Hello, I have found that by predicting the target (x_o), instead of the noise (epsilon), the phenomenon is dramatically reduced. Have you tried to set predict_x_start to true?
Looking forward for your feedback, Stefano
@zengxianyu how to finetuning thanks
Hi, for me only predicting the mean (instead of the mean+variance) by setting learn_sigma=False
solved the problem.
just training longer
@stsavian @Walleeeda
For me, training longer and predict_xstart=True
have not solved the problem (I am using the LSUN Church Outdoor dataset). I am training with learn_sigma=False
now, although I was keeping it to the last since it is shown in the paper that predicting variance should help.
Update: None of the suggested solutions here work for me; I am getting weird tints always.
Are there any additional tricks to use while sampling from models that have been trained with predict_xstart=True
? Currently, the samples are just pitch-black images.
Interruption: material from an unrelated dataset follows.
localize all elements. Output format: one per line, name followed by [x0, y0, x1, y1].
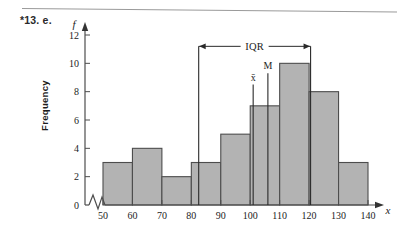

Also, it is worth mentioning that the loss $q_0 << q_3$ in this case (which is reversed in the default case of predict_xstart=False
).
same here, I am using LSUN bedroom model
Hi, I have solved the problem (technically, @stsavian's idea, but I will try to put forth my observations).
TL;DR
The solution is to predict $x_0$ (predict_xstart=True
) along with trying out several hyperparameters (notably, image_size
, num_channels
, num_head_channels
). Also, for me, rescale_learned_sigmas=False
worked better.
Some prior context
: my custom dataset has black background in samples, with the content being differently coloured (imagine the MNIST dataset, but the numbers are of different colours, and the images have three channels)
The sampling process calls q_posterior_mean()
, which requires the $x0$ (or $x{start}$). The default training setting predicts $x_0$ from predicted noise (see here), thus not that accurate (i.e., I observed that from noise, it predicts $x_0$ has a uniform background but cannot predict the exact background colour). However, this default setting might work well with a dataset with enough background diversity when trained for longer steps with the proper hyperparameter settings.
Another training setting (predict_xstart=True
) attempts to predict $x_0$ directly instead of noise, hence better at predicting $x_0$ during sampling. However, there might be training instability (model expressivity and NaN loss). For me, it was a complete collapse into complete black samples and no content when I was using incorrect hyperparameter settings.
Sometimes in training i get some weird color schemes in my pictures, while the original data has no tints at all. Is there a reason for it, and how could I avoid it?